Friday, October 14, 2016

Review: Harmony

Harmony Harmony by Carolyn Parkhurst
My rating: 3 of 5 stars

This is a very interesting story with well written perspectives and characters. I read an advanced reader's copy so it will probably be more smooth when it comes out, but very good premise.

The book is told from different perspectives; Alexandra, a mother of two daughters. One has a diagnosis of PDD-NOS. the other is neurotypical. The main perspective is by 11 year old Iris, the NT child. Then there is Tilly, the different one. The family (including a father) sell everything to start a camp called Harmony targeting children who are different or on the autism spectrum.

I think the author does an exceptional job describing a parent's thought process and the simultaneous reactions to both protect and to punish a quirky child. To be honest, what parent hasn't watched their particularly quirky, anxious kid and questioned if he or she might be PDD? When you've seen one autistic child, you've seen one autistic child. Not otherwise specified.

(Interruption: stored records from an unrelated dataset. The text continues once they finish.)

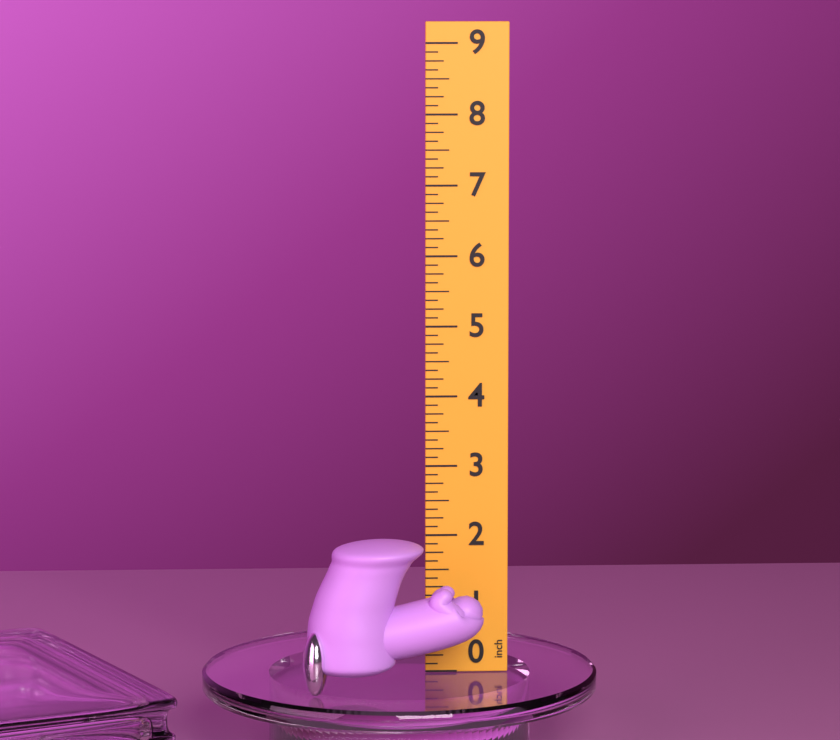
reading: 2.125 inch
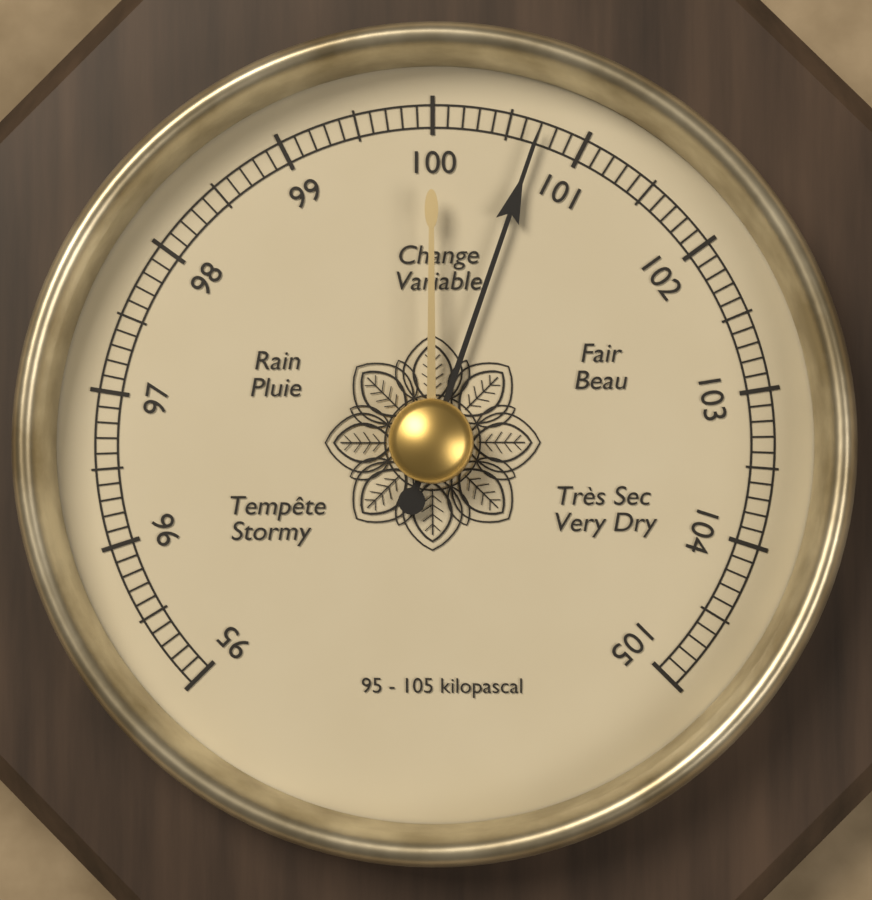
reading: 100.7 kPa
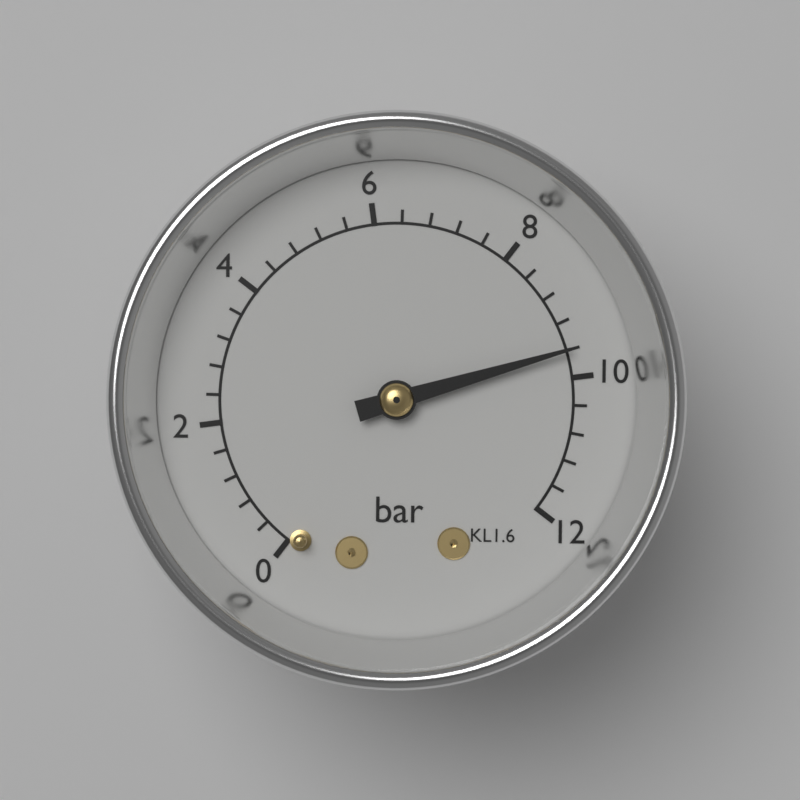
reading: 9.6 bar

As a guidance counselor in a middle school at the end of the year, I am preparing my spreadsheets for the high school counselors as I pass my students on. I stopped using boxes and check marks long ago. They are meaningless. How do I convey to the high school counseling office with simple check marks that J. has only been speaking for a year and he mostly echoes what you say but he needs the modeling to help him ask questions? Or that M. does very well in school, identifies himself as high functioning and needs his lunchtime to come to your room to decompress with a computer game. He calls it his sanctuary and does not wish to interact. That he is a deeply feeling being but unable to express it? How do you communicate that when the students call out a greeting to him, it is not collegial but mocking? Yet when he sits at the piano he communicates and expresses perfectly through his fingers? Or that when C. does not answer immediately, he is processing. His thinking skills are sharp but his processing is very slow.

These are unique students on the autism spectrum. The only thing they have in common is their extreme difficulty in interacting with others and they have all used their clothing as tissues and are unable to understand that others are repulsed by it. But they are each precious and unique.

The very best part of the book is the end where Parkhurst likens PDD as having a child with wings. If I could summarize it, I would but it beautifully illustrates how parenting a child with autism means that we have to change the rules to fit their special abilities to fly or have wings. If you read nothing else of the story, read the end.